Staff Profile
Dr Martin Riedelsheimer
Marie Sklodowska Curie Postdoctoral Fellow
I am a Marie Skłodowska-Curie Postdoctoral Fellow working on the interplay of affect, form and materiality in 17th-century poetry and am currently at Newcastle on a two-year fellowship until September 2027. My work is funded by the European Union under Horizon Europe.
Current Work
My current research focuses on the interplay of affect, form and materiality in 17th-century poetry. It seeks to trace how affect or emotion is formally, materially and cognitively entangled with reading a literary text – or, in other words, how (i.e., by what means) does a text make readers feel?
The 17th century offers a particularly fascinating body of literature to research this: it is the time when some of the foundational philosophical texts underlying modern affect theory were written (Descartes and Spinoza) but mostly 17th-century writing precedes these theoretical insights and is informed by a wholistic understanding according to which affect and cognition, mind and body are thoroughly entangled.
In my research, I focus on both metaphysical poetry, which despite its frequent focus on affect-centred themes was historically criticised as being overly cerebral and incapable of “moving the affections” (according to Samuel Johnson), and on poetry by 17th-century women poets (such as Hester Pulter, Margaret Cavendish or Mary Carey).
Other Expertise
I also have expertise in 21st-century literature and theatre, particularly in the context of literary ethics and ecocriticism. I'm the author of Fictions of Infinity: Levinasian Ethics in 21st-Century Novels (2020) and co-editor of a forthcoming Handbook of Literary Ethics and have co-edited a special issue of the Journal of Contemporary Drama in English on Critical Theatre Ecologies (JCDE 10.1, 2022). I am also a board member (treasurer) of the German Society for Contemporary Theatre and Drama in English (CDE).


◆ TASK ITEM: From the records beneath, determine how many lines contain "JSON" and report only that figure.

Figure record listings
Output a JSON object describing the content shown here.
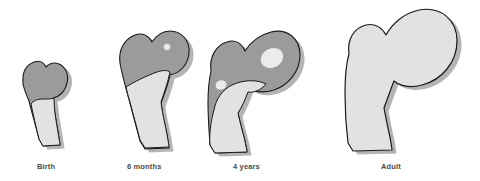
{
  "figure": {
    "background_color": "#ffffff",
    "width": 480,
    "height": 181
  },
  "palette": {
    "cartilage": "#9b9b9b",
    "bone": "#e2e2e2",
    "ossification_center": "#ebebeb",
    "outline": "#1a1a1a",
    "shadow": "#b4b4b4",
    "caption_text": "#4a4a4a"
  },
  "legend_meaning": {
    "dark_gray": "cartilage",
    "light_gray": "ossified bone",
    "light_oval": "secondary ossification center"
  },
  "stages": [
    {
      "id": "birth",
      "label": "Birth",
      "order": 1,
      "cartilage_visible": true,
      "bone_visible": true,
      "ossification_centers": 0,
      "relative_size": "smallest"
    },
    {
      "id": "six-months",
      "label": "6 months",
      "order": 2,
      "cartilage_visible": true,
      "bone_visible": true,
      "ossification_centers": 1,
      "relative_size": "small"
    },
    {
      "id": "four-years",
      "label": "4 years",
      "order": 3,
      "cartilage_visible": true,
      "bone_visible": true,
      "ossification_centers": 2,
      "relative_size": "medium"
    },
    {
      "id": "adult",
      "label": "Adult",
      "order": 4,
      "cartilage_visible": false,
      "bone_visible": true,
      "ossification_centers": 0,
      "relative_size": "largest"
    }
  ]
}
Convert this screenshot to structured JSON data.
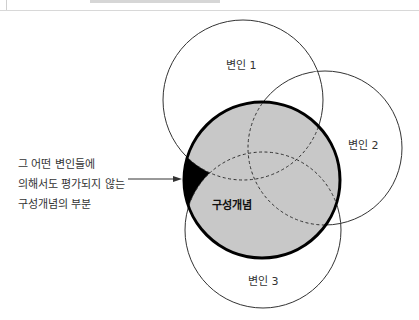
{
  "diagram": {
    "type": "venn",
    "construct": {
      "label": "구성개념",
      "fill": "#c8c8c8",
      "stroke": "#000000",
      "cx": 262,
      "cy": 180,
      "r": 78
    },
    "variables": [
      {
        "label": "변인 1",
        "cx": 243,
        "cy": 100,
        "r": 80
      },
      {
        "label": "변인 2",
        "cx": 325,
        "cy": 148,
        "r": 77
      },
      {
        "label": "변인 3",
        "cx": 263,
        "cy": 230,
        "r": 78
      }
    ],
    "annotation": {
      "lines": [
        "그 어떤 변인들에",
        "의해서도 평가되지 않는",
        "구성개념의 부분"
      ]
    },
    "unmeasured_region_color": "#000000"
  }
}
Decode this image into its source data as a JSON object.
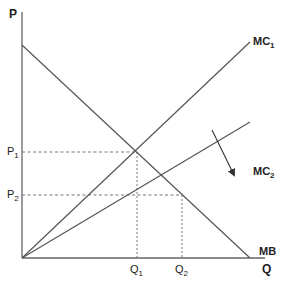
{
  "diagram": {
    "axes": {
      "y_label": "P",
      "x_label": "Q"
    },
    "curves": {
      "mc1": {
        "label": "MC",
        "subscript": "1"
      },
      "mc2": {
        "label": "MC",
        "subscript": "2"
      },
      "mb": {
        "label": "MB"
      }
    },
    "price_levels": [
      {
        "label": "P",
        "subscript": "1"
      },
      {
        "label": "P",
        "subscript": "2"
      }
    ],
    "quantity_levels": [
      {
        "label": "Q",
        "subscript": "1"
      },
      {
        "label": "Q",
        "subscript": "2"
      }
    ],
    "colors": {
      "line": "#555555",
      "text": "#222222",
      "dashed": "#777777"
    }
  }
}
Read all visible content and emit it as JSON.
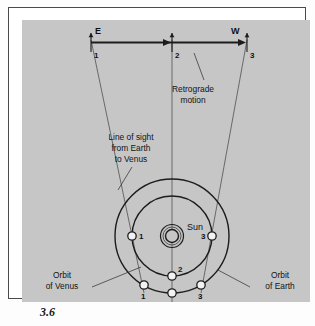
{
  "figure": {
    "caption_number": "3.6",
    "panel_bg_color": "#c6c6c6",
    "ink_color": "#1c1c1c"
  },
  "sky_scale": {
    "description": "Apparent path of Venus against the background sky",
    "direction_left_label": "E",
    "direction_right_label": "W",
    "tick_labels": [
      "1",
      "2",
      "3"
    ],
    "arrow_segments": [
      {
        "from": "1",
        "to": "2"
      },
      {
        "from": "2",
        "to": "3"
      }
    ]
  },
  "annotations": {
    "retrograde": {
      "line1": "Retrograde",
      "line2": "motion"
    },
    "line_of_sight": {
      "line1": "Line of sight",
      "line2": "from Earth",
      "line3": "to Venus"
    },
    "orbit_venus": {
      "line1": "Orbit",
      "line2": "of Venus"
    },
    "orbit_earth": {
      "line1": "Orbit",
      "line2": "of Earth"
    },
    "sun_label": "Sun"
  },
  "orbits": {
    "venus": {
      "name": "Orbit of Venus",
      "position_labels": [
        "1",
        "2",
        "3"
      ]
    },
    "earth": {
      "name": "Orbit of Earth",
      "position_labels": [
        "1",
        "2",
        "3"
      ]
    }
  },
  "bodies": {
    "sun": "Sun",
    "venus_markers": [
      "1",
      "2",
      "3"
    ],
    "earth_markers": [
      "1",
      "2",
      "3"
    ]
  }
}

---

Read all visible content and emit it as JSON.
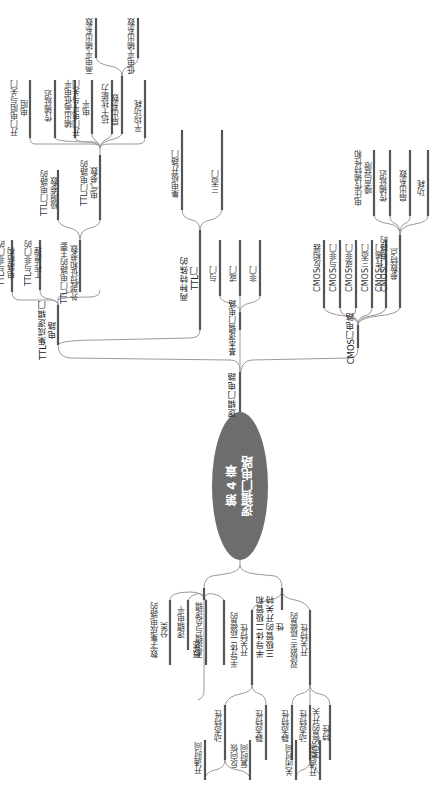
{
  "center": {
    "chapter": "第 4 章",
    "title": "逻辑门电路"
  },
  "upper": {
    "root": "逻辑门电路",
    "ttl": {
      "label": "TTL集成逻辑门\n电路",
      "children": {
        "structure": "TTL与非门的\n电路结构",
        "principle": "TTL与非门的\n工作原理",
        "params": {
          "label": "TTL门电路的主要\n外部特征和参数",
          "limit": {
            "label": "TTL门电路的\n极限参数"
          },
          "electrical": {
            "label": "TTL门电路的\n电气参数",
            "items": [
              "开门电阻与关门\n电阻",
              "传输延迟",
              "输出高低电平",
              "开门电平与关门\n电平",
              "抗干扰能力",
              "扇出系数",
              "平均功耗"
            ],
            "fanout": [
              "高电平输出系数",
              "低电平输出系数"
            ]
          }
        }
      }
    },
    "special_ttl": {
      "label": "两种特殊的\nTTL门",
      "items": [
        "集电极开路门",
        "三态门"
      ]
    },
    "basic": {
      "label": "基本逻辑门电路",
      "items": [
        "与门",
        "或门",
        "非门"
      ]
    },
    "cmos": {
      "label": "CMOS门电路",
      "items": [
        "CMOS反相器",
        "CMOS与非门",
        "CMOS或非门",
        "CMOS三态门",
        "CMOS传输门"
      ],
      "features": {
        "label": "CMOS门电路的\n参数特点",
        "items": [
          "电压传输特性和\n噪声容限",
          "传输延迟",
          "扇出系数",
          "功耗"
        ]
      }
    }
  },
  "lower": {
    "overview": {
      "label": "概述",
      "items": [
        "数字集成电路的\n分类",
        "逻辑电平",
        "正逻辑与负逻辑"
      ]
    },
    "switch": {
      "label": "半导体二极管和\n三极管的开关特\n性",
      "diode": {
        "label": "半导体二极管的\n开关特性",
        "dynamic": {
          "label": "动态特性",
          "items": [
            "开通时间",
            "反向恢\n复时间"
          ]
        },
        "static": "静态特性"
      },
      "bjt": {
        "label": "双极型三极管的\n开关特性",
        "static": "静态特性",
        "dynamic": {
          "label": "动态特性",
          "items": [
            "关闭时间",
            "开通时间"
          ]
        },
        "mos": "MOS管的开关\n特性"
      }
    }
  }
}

◆ RESULT: 5